Ross Buchanan, Ph.D.
Postdoctoral Research Associate
Center for Risk and Crisis Management
National Institute for Risk and Resilience
University of Oklahoma
Postdoctoral Research Associate
Center for Risk and Crisis Management
National Institute for Risk and Resilience
University of Oklahoma
I'm currently a Postdoctoral Research Associate at the National Institute for Risk and Resilience. My primary projects focus on consent-based storage of nuclear waste and the public's perception of risk from wild fires and air pollution.
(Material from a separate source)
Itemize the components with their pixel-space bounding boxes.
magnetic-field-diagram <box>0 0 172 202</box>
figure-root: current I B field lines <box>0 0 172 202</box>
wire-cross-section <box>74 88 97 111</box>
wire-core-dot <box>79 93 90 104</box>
I received my PhD in political science from the University of Texas at Austin during the summer of 2021 and am currently working as a graduate research assistant. My work has focused on using measurable real-world outcomes both as an information source the public uses to form its opinions, and as a means of assessing the effectiveness of governmental policy efforts. My dissertation examined local-level air pollution remediation efforts across the United States and China. My work as a graduate research assistant (GRA) focuses on state-level decarbonization, energy, and transportation policy.
Methodological Skills:
I’m intimately familiar with econometric modeling. Most of my research has used observational (non-experimental) data for hundreds or thousands of units over years or decades—I’m experienced with both cross-sectional and time series analysis. My dissertation also involved working with a lot of spatial data (global raster grids of air pollutant concentrations & shapefiles of administrative units) and doing spatial modeling (e.g., lagged spatial autoregressive models to account for air pollution spillover across localities). My GRA work over the past two years has concentrated on focus group and survey question design.
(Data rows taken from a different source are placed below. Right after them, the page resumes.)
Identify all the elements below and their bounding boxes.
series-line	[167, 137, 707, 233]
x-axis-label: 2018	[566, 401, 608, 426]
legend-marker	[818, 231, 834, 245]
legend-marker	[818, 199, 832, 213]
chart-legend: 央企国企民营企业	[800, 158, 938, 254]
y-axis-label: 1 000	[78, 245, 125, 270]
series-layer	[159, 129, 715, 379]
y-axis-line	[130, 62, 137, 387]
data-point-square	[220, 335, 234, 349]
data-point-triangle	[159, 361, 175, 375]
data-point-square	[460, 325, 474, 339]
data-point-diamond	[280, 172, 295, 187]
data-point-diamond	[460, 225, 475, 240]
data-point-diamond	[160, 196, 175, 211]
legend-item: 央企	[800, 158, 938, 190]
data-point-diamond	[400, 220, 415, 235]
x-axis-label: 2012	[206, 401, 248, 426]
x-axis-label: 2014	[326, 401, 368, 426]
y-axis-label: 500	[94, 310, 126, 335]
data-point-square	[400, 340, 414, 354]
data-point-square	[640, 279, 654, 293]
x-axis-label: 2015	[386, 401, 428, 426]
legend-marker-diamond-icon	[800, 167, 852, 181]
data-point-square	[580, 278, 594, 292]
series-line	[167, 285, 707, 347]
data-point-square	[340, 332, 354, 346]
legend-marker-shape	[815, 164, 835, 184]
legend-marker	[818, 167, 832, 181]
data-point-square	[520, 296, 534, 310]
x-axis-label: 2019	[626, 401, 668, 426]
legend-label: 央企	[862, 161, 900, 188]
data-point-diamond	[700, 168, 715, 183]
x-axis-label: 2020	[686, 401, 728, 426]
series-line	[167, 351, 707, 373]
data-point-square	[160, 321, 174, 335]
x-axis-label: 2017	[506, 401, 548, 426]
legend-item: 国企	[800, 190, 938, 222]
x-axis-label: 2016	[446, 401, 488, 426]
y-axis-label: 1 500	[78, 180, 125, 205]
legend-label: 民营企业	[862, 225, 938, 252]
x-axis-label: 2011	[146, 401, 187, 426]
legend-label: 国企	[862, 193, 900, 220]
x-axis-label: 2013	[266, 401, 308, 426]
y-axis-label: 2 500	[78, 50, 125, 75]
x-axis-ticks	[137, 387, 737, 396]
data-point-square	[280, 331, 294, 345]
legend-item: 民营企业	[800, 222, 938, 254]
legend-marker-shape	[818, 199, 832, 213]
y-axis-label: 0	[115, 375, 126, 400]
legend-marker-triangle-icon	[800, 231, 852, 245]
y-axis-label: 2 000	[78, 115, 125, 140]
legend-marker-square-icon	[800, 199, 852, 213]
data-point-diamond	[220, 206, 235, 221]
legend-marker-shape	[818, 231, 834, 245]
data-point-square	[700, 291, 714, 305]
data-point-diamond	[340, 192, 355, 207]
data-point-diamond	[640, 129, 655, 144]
I received my PhD in political science from the University of Texas at Austin during the summer of 2021 and am currently working as a graduate research assistant. My work has focused on using measurable real-world outcomes both as an information source the public uses to form its opinions, and as a means of assessing the effectiveness of governmental policy efforts. My dissertation examined local-level air pollution remediation efforts across the United States and China. My work as a graduate research assistant (GRA) focuses on state-level decarbonization, energy, and transportation policy.
Methodological Skills:
I’m intimately familiar with econometric modeling. Most of my research has used observational (non-experimental) data for hundreds or thousands of units over years or decades—I’m experienced with both cross-sectional and time series analysis. My dissertation also involved working with a lot of spatial data (global raster grids of air pollutant concentrations & shapefiles of administrative units) and doing spatial modeling (e.g., lagged spatial autoregressive models to account for air pollution spillover across localities). My GRA work over the past two years has concentrated on focus group and survey question design.